Tintoretto Christ in the House of Mary and Martha from 1580 |
As Martha is about the business of preparing a meal to serve the Lord, Mary is rapt at His feet. Martha is concerned with feeding Jesus, while Mary is being fed by Jesus. When Martha expresses her irritation at Mary’s idleness, she is corrected:
“Martha, Martha, you are anxious and worried about many things. There is need of only one thing. Mary has chosen the better part and it will not be taken from her.” (Luke 10:41-42)
On the one hand, while we are in the body, it is important to nourish and care for it. On the other hand, there is ultimately nothing more important than the state of the soul. In part, this is what Jesus is saying to Martha. The body can be starving, can be ill, can be in pain, yet none of this in itself would prevent the soul from reaching heaven.
As people suffering in the body from illness, we are attuned to the body and its needs, its limitations, its frailty, in ways perhaps, those who enjoy good health are not. For instance, I am conscious of my legs as I use them. Much of the time, they’re weak. I am attentive to them as I take each step when they are weak, pushing myself, pushing them to accomplish the task of walking, of carrying me up the stairs, paying attention to whether they’re going to give out as I descend the stairs.
Yet because most of my time is not spent ascending and descending stairs, I am not too distracted by this and I mainly concern myself with it when I am in the midst of the problem.

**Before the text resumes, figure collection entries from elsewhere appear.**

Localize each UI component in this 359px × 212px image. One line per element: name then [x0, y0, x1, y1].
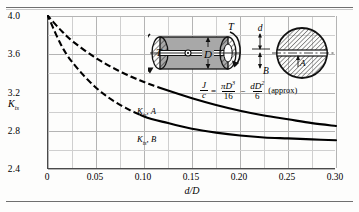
diameter-label: D: [203, 48, 212, 60]
figure-container: 4.0 3.6 3.2 2.8 2.4 0 0.05 0.10 0.15 0.2…: [0, 0, 359, 212]
curve-label-b-suffix: , B: [147, 134, 157, 144]
point-b-marker: B: [258, 52, 269, 76]
x-tick-4: 0.20: [231, 172, 248, 182]
equation-term-1-num: πD3: [219, 80, 237, 91]
slot-depth-label: d: [258, 23, 263, 33]
point-a-label: A: [299, 58, 306, 68]
curve-label-a-suffix: , A: [147, 106, 156, 116]
equation-note: (approx): [268, 86, 297, 95]
equation-lhs: J c: [200, 81, 208, 100]
y-tick-2: 3.2: [8, 88, 20, 98]
shaft-diagram: D T T d: [148, 22, 353, 84]
equation-minus: −: [239, 86, 246, 96]
shaft-diagram-svg: D T T d: [148, 22, 353, 84]
torque-label-right: T: [228, 22, 235, 32]
x-tick-0: 0: [45, 172, 50, 182]
y-tick-4: 2.4: [8, 164, 20, 174]
curve-label-b: Kts, B: [137, 134, 156, 146]
x-tick-1: 0.05: [87, 172, 104, 182]
y-tick-1: 3.6: [8, 49, 20, 59]
point-b-label: B: [263, 66, 269, 76]
y-axis-label-sub: ts: [15, 104, 19, 111]
gridline-y-major: [48, 169, 335, 170]
equation-lhs-den: c: [200, 90, 208, 100]
y-tick-0: 4.0: [8, 11, 20, 21]
curve-label-a: Kts, A: [137, 106, 156, 118]
slot-depth-dimension: d: [252, 23, 270, 50]
section-modulus-equation: J c = πD3 16 − dD2 6 (approx): [200, 80, 297, 101]
equation-term-1-num-base: πD: [221, 81, 232, 91]
equation-term-1-den: 16: [222, 91, 235, 101]
y-axis-label: Kts: [8, 98, 19, 111]
bottom-rule: [6, 201, 353, 202]
x-tick-5: 0.25: [279, 172, 296, 182]
equation-term-2-den: 6: [253, 91, 262, 101]
x-tick-2: 0.10: [135, 172, 152, 182]
equation-term-2: dD2 6: [248, 80, 266, 101]
x-tick-3: 0.15: [183, 172, 200, 182]
cross-section: A: [272, 28, 334, 78]
equation-term-1: πD3 16: [219, 80, 237, 101]
equation-term-2-num-base: dD: [250, 81, 261, 91]
top-rule-secondary: [6, 9, 353, 10]
y-axis-label-text: K: [8, 98, 15, 109]
equation-equals: =: [210, 86, 217, 96]
equation-term-2-exp: 2: [261, 79, 264, 86]
equation-lhs-num: J: [200, 81, 208, 90]
y-tick-3: 2.8: [8, 126, 20, 136]
equation-term-1-exp: 3: [232, 79, 235, 86]
top-rule: [6, 7, 353, 8]
x-tick-6: 0.30: [327, 172, 344, 182]
x-axis-label: d/D: [185, 185, 200, 196]
equation-term-2-num: dD2: [248, 80, 266, 91]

The rest of the time, I’m like Mary. It’s the way I was before I got sick and it’s the way I am still. But I am grateful for the Martha’s of this world, who balance the scales. Just as the Lord calls us to perform spiritual works of mercy, which are suited to Mary’s, He calls us also to do corporeal works of mercy like feeding the hungry, visiting the prisoner, and burying the dead.
In some part too, the Lord, when He corrected Martha, was helping us to understand that her anxiety about getting things done—things good in themselves—was not good. For, such anxiety saps from the heart the very charity in which such works are meant to be done, if they are to be done as works of mercy. Thus, Martha’s admonition of both Mary and the Lord, who permitted Mary to sit quietly at His feet while Martha ran around, was an expression of a distinct lack of love, a lack of charity in which a meal for the hungry is meant to be served.
If the work of the body and for the body is to have its merit, it must be subtended by a heart of true charity. This is good news. For, in this and through this very tenet of the faith, we are able to offer our bodies and their works to the Lord for the great work that is the work of the redemption and salvation of souls.
When I am attentive to the work of lifting my leg high enough that I will not stumble in going up the stairs, when I am pushing my legs to walk, when I am exerting myself in any way to overcome the debilitation of this illness, with a simple prayer attached, I can offer my labors in charity, in love of souls, to the Lord who accepts them as sacrifice in union with His cross.